Non-Neuronal Cell | Anodal tDCS | Cathodal tDCS | tACS |
---|---|---|---|
Interneurons | Polarizing effects on dendrites and axons [22] | Modulation of fast-spiking interneurons activity [35] | |
Astrocytes | Polarizing effects (increased by network effect) [121] | - | |
Microglia | Shifting of microglia to active state [86,123]; modulation of neuroinflammation [126,127,128,129] | - | |
Oligodendrocytes | Promotion of neurogenesis [131]; promotion of oligodendrocyte-specific progenitors’ proliferation and differentiation [130] | Promotion of neurogenesis [131] | Promotion of oligodendrocyte-specific progenitors’ proliferation and differentiation [130] |
Endothelial cells | Changes in cerebral blood perfusion [138] | - |
Therefore, the intensities of the E-fields that are reported by in vivo recordings should be generally strong enough to depolarize/hyperpolarize neurons, but also to affect non-neuronal cells’ activity. Glial cells might respond, thus undergoing functional changes, for example, downregulating neuroinflammation.
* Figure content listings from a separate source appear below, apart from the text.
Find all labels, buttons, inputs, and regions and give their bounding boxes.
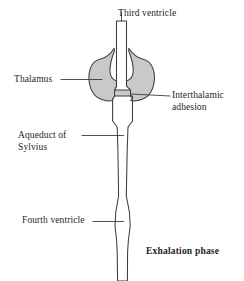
- interthalamic-adhesion-bridge: [115, 90, 131, 96]
- label-interthalamic-adhesion-line1: Interthalamic: [172, 90, 224, 100]
- label-interthalamic-adhesion-line2: adhesion: [172, 102, 207, 112]
- ventricle-lumen-shape: [113, 21, 133, 281]
- phase-caption: Exhalation phase: [146, 246, 219, 258]
- label-interthalamic-adhesion: Interthalamicadhesion: [172, 90, 224, 113]
- label-aqueduct-line2: Sylvius: [18, 142, 47, 152]
- label-third-ventricle: Third ventricle: [118, 8, 176, 20]
- label-aqueduct-of-sylvius: Aqueduct ofSylvius: [18, 130, 66, 153]
- ventricular-system-figure: Third ventricle Thalamus Interthalamicad…: [0, 0, 244, 281]
- thalamus-left-lobe: [89, 48, 117, 101]
- label-aqueduct-line1: Aqueduct of: [18, 130, 66, 140]
- label-fourth-ventricle: Fourth ventricle: [22, 215, 85, 227]
- label-thalamus: Thalamus: [14, 74, 52, 86]
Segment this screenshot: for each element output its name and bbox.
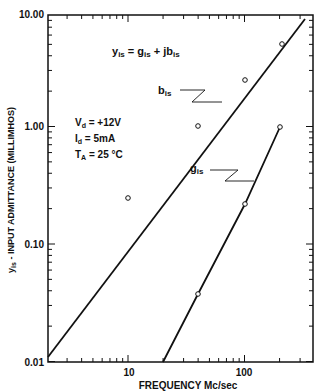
b-is-leader <box>180 90 222 102</box>
y-tick-0.01: 0.01 <box>25 357 45 368</box>
series-g-is-line <box>163 127 280 362</box>
series-b-is-line <box>48 19 305 357</box>
y-axis-label: yis - INPUT ADMITTANCE (MILLIMHOS) <box>6 107 17 273</box>
equation-label: yis = gis + jbis <box>112 45 180 59</box>
y-tick-10: 10.00 <box>19 9 44 20</box>
plot-frame <box>48 15 313 362</box>
g-is-leader <box>210 170 254 181</box>
condition-ta: TA = 25 °C <box>75 149 123 161</box>
axis-ticks <box>48 15 313 362</box>
y-tick-0.1: 0.10 <box>25 239 45 250</box>
x-tick-10: 10 <box>123 367 135 378</box>
b-is-label: bis <box>158 84 172 98</box>
condition-vd: Vd = +12V <box>75 117 121 129</box>
x-axis-label: FREQUENCY Mc/sec <box>139 380 238 391</box>
chart: 10.00 1.00 0.10 0.01 10 100 FREQUENCY Mc… <box>0 0 321 392</box>
svg-text:yis - INPUT ADMITTANCE (MILL: yis - INPUT ADMITTANCE (MILLIMHOS) <box>6 107 17 273</box>
condition-id: Id = 5mA <box>75 133 115 145</box>
x-tick-100: 100 <box>236 367 253 378</box>
g-is-label: gis <box>190 162 204 176</box>
y-tick-1: 1.00 <box>25 121 45 132</box>
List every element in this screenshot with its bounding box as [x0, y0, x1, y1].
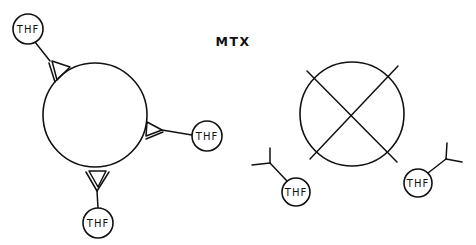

Another aspect that is still open to questions is the reaction of the endothelial cells forming the blood–brain barrier (BBB) [22]. Animal studies suggest that there is a positive modulatory effect of DCS on angiogenesis [132] and BBB permeability [133], thus inducing a polarity-specific flux across the endothelial cells that is proportional to the current density that is applied [134,135]. Curiously, an in vitro study found that the electrical force that is induced by the blood flow and acting on blood vessels strongly enhances NO signaling [136], according to the frequency and amplitude of it. This is of particular interest because this force has a sinusoidal form [136] and an intensity that is between 0.7–3 mV/mm [137] (i.e., similar to those induced by current human tES protocols) and, although no results are available, one could speculate that tACS would mimic such an effect.
7. Concluding Remarks
Determining the E-field that is realistically induced in the brain by tDCS and tACS is of particular concern, both for the ethical and clinical implications that it has. The current estimated values are roughly at the lower end of what is required to affect neuronal activity in the animal experiments (<1 mV/mm) for the commonly used intensities of stimulation (1–2 mA). However, some insights from the in vivo human and animal models are available in this paper. In this review, we have gathered these findings, focusing our attention on the human and non-human primate models. For clinical protocols, an injected current seems to reach the brain, even at the deep structures (e.g., NAs or STNs), following path of least resistance. Stimulation parameters, electrodes’ positions and personal anatomy determine the intensities. However, the induced E-fields should be generally strong enough to depolarize/hyperpolarize the neurons, but also to affect non-neuronal cells’ activity. Glial cells might respond “as if” they were in physiological conditions, and undergo functional changes, for example, by downregulating neuroinflammation. The indirect results suggest a similar situation for the endothelial cells, which might increase the blood–brain barrier permeability. Despite the heterogeneous stimulation protocols and rough recording methodology limits and the results of the in vivo recordings, these experiments might shed a light on the E-fields that are reached in the brain during tDCS and tACS.
Author Contributions
Conceptualization, M.G., M.A. and A.P.; methodology, M.G.; writing—original draft preparation, M.G.; writing—review and editing, M.G., M.A., T.B., A.M.B., M.P., R.F. and A.P.; visualization, M.G.; supervision, M.A. and A.P. All authors have read and agreed to the published version of the manuscript.
Conflicts of Interest
M.G., T.B., A.M.B., M.P. declare no conflict of interest. M.A. is an employee and stock option holders at Newronika SpA. R.F. and A.P. are founders and shareholders of Newronika SpA.
Funding Statement
This research received no external funding.
Footnotes
Publisher’s Note: MDPI stays neutral with regard to jurisdictional claims in published maps and institutional affiliations.